The proceedings then move onto the cross
questioning of an old guard. I can’t quite follow the story here but gather he
was worked as a guard in one of the Khmer Rouge camps, at one point he repeats
one of the old regime’s freaky slogans:
“Disclosing
secrecy will lead to death. Keeping secrecy will keep us 80% victory.”
Through the alien legal speak there is some
familiarity with the slogan amongst the Cambodian audience and I’m
aware of a ripple of titters.
The defence of secrecy seems to pervade the
whole tribunal. The regime was clearly run on secrecy so ignorance seems to be
an easy fall-back position for defendants and is being used repeatedly through
the cases tried. At the back of the court
room the 3 elderly defendants of this Case (Case 002) can be seen cowering and doddering, often being
wheeled in and out to the bathroom. It’s
bizarre. After about two hours of seemingly inactivity the court is adjourned
and will go into closed session.
A Cambodian friend tells me before I attend
the tribunal that it is all a long dragged out game and already I can see what
he means. It is difficult for me to judge the whole process but a few things
stand out. It is 33
years since the Khmer Rouge were overthrown and it took until 2003 to start
setting up a tribunal. Since starting to
set up in 2003, the tribunal has cost nearly $150
million. In that time one man has been convicted, possibly the most evil man
after the KR leader Pol Pot who died in the 90s: Kaing Guek Eav, alias Duch, who was the
Chairman of the notorious S-21 prison. Duch received a sentence of 35 years,
then reduced to 30 years before being increased to a life sentence. I’m not
quite sure why it took 3 trials before an appropriate sentence could be reached
for a man responsible for the deaths of some 20,000 people.

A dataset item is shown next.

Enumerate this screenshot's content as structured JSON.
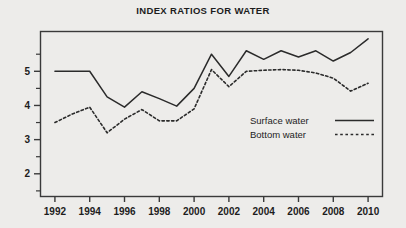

Later I visit Tuol Seng, the S-21 prison which is maintained as a museum. The KR took over a secondary school in the
centre of Phnom Penh turning it into an unimaginably horrific torture
centre and detention centre, today still you can see the gallows, metal beds,
shackles and tens of
wooden cells where prisoners were kept in cells 1 metre
by 2 metre lying shackled down, starving, beaten and broken. Photos of the
prisoners taken on their arrival to the camp are displayed, rows of haunting
images of boys, mothers and babies, old ladies…faces of confusion, bemusement,
sadness, fear and sometimes defiant smiles. I recognise the Khmer people from the people
I know today.
After being held in S-21 prisoners were
taken to the Killing Fields by night, having being told they were going to a
new home. Loaded off trucks, one by one, people were made to kneel by pits and
bludgeoned to death under florescent floodlights to the sound of propaganda
music which blared out to drown out their screams. The most heart wrenching and
difficult part of visiting the Killing Fields is the Killing Tree where KR
soldiers (mostly boys themselves) smashed babies and children to death in front
of their mothers.
This was one of many such sites
across the country. During the horrific period of 1975-1979 some 3 million
people of a population of 8 million died of torture, execution, starvation and
disease. The regime evacuated the capital in a 3 day period and the whole
population were displaced and made to work the land for rice cultivation and
kept on basic rations, families split up and people indoctrinated. Following the overthrowing of the
KR, Cambodia was then occupied for ten years by the Vietnamese. Even today the
country is totally corrupt and far from a truly functioning democracy.
It’s
unfortunate that there cannot yet be justice or closure on the Khmer Rouge
period. Case 002 in the tribunal drags on while foreign lawyers delay
proceedings quoting Dr Dre. A third and fourth case are under investigationhowever due to alleged government interference two international investigatingjudges have resigned within a recent 6 month period. I’ve heard it suggested that these further
cases may bring out connections with current politicians and governmental
officials who are ex-Khmer Rouge cadres. To this end a tribunal held in another country could have avoided such interference.